Best card machine for Builders and tradespeople

The best way for a UK builder or general tradesperson to take card payments in 2026 is a pay-by-link for staged invoices plus Tap to Pay on iPhone or a SumUp reader for on-site deposits and smaller jobs. Building work is typically invoiced in stages and runs from a few hundred pounds to tens of thousands, so the card-acceptance job is mostly deposits, snagging payments and smaller jobs, with bank transfer still common for the large balances. No-contract acceptance avoids paying a fixed monthly fee between large jobs.

Our pick

Pay-by-link + Tap to Pay on iPhone

Acquirer: SumUp, Square or Stripe

Staged-payment, invoice-led cashflow is best served by a pay-by-link (Stripe or SumUp) for balances plus no-hardware Tap to Pay for on-site deposits and smaller jobs. A fixed terminal contract rarely pays off for a trade that mixes large bank-transfer balances with occasional card deposits.

Why this trade matters

Cashflow shape
Staged and invoice-led. Large balances often by bank transfer; cards used for deposits, snagging and smaller jobs. Lumpy across the year.
Average transaction
£200 to £10,000+ (deposits and smaller jobs on card)
Contactless share
~30% (larger balances go pay-by-link or transfer)

Watch outs

  • Large card balances can trigger SCA / acquirer reserve queries; pay-by-link with 3DS is cleaner.
  • Mixing card and bank transfer complicates reconciliation; keep job references consistent.
  • No-contract acceptance avoids a monthly fee during quiet stretches.

Alternatives

Builders and tradespeople by location

Local trading-pattern picks for UK Indian-community hubs where this trade is densest.
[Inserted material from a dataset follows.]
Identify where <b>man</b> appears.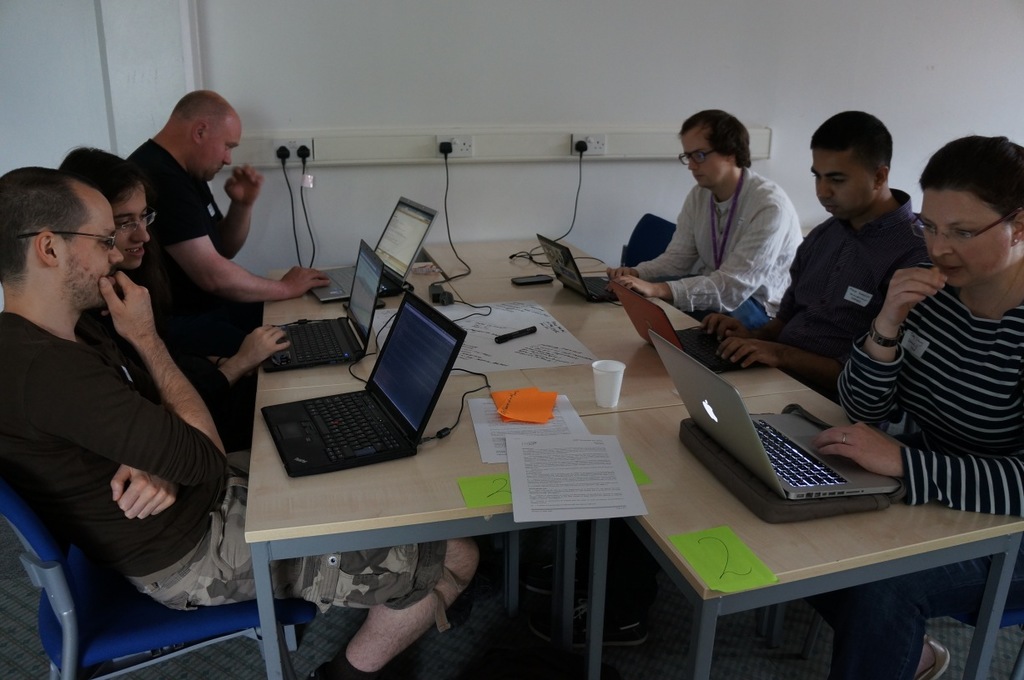
Appears at x1=118, y1=80, x2=334, y2=357.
Related on our sister sites

Need finance for your Builders and tradespeople business?

Card flow is the security on which most Builders and tradespeople businesses borrow. See our sister site BestBusinessLoans by sector for editorial reviews of UK lenders that fund Builders and tradespeople.

OM

Oliver Mackman

Director, MerchantHQ

Oliver leads MerchantHQ's terminal testing and acquirer comparison. With a background in UK commercial finance and merchant payments, he oversees terminal reviews, switching guidance and high-risk vertical mapping.